Critical Reading (10%)
Learning how to read critically and systematically is key learning objective for this
course (part of learning to “identify and articulate the major disciplinary debates
about race”). Every week by Wednesday at 5pm before class every student-scholar
will post a question or key finding from the week’s reading to the discussion board
in BB. These questions should be specific (referencing a reading, a page number, a
section, a major idea). One way to think of these questions is that they will help
guide classroom discussions. Another way to think about these questions is that
themes may emerge from them that help you with your note matrix. I suggest that
your questions focus on the week’s reading that is most related to your research
interest and likely topic for the seminar paper.
Class Participation (10%)
Class participation includes but is not limited to: reading for class, engaging each
other online, sharing resources, providing substantive feedback to your colleagues,
and co-creating a professional learning environment.

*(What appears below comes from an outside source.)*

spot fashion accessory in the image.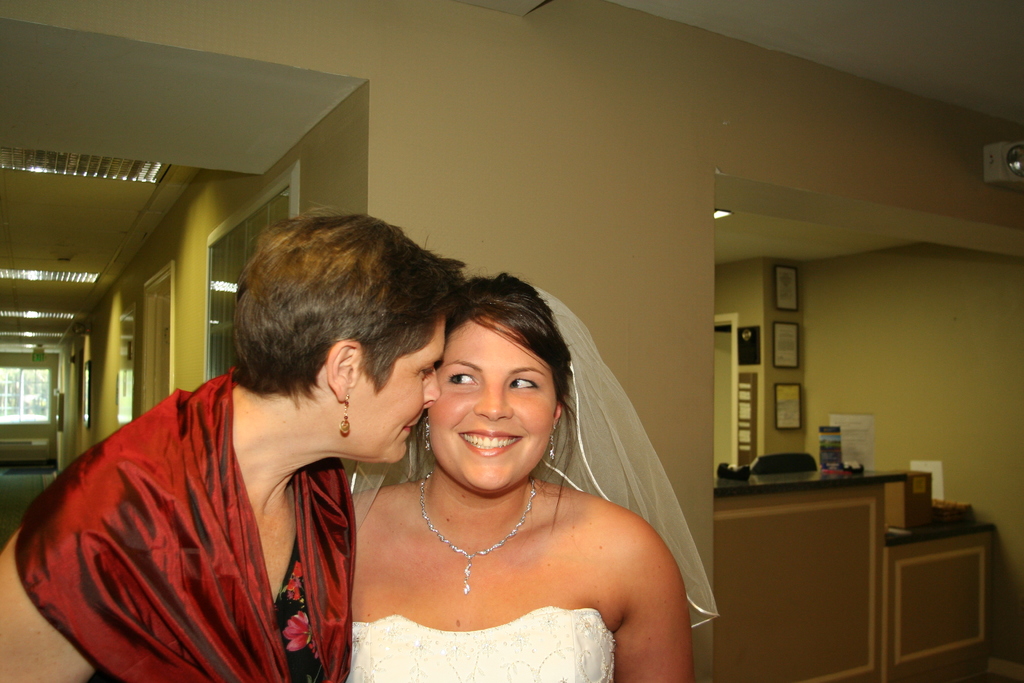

You are graduate students. This is a no-brainer. Do the work. Come prepared. Be
honest about what you have and have not done. Respect each other. Stay on task.
The subject matter in this course can be difficult and you will have moments of
confusion and frustration. Those are givens. But, respectful discourse, integrity in
peer review, professional engagement with the texts and your colleagues will never
be sacrificed to learning goals. I’m sure we will all do fine here. I assume this ten
percent but will exercise discretion should circumstances require. You should note
that without this ten percent you cannot earn a grade higher than a B.